I really would like to allow the students time for self-talk. I see a real benefit for self-talk. I saw self-talk in action with my own daughter, Alyssa, who is a former student of the teacher I'm observing. Alyssa has a somewhat unique mind--a schizophrenic mind. One of my daughter's best friends is someone no one else can see, a hallucination. This hallucination has a name; his name is Jake. I found it interesting and somewhat amusing when my daughter confessed to me that Jake would sometimes help her "cheat" on tests. He was better in certain subjects than she was. I told her it's not really cheating because he is a part of her own mind and it's okay to let him help her.

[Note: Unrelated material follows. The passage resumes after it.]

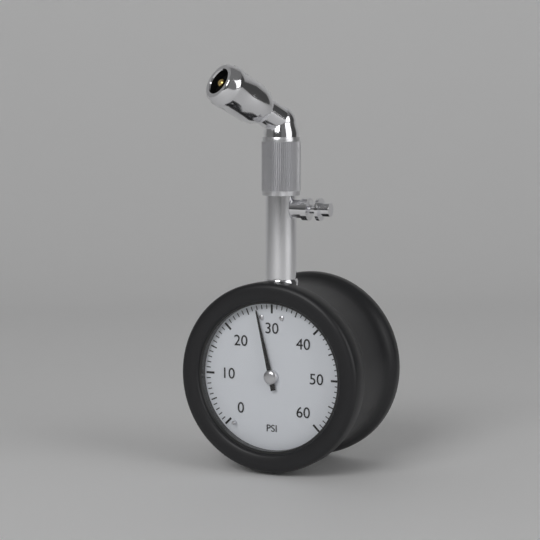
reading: 27 psi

Although other teenagers don't usually have a hallucination communicating with them, they do have different areas of learning that can cross over. In the mini-lesson I teach I would like to uses examples of things the students are familiar with--such popular movies or books they've read to illustrate the idea I'm teaching. By using different areas of prior knowledge and then allowing the student time to think, it allows for self-talk between those different areas of the brain. This allows students to reason and internally debate themselves to figure problems out. In other words, this allows their prior knowledge to communicate with the new knowledge to come up with solutions better than if they didn't self-talk. If I can find the time, I would like to slow things down a bit when challenging the students, to give them time for self-talk, to reason things out.